Speak for yourself. I fully intend to be present when it happen to
witness it. (OK, I may need a lift in the Tardis to do that :-(

It is quite possible that our species will still be around. But it will
have evolved significantly.

Lifestyle will also be quite different, and we will have spread out to
other planets by then. And the race will begin to split off and evolve
slightly differently on each planet due to different environments.

There will be periods of serious social unrest due to people from other
planets not treated equally, not allowed to participate in Olympics
because they would be at an unfair advantage (or disadvantage) because
they grew up on a different planet with different gravity, different
oxygen levels etc.

And if certain portions of society develop telepathic skills (perhaps
with the help of the Vorlons), there will also be much social unrest due
to the telepaths feeling superior to the unevolved ones and the
unevolved ones wanting to prevent telepaths from taking over the world.
From: JF Mezei on
Lewis wrote:

> Probably not, but civilization has effectively put a stop to any process
> of natural selection.
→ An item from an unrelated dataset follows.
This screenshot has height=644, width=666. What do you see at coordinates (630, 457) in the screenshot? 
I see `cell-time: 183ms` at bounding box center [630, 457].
Further evolution will almost certainly come from
> genetic engineering. Or we may stay the same.

While modern medecine now allows many more "deffective" humans to live
to reproduction age and thus pass on their genes (removing the "natural
selection" portion of evolution), there is still the accidental
evolution where new combinations create a better human being, and
accidental modificatiosn create improvements.

Not all accidental gene modifications (radiation etc) are bad. Some are
good, but people don't notice/realise that a baby which looks good is an
imperfect mix of the parent's genes.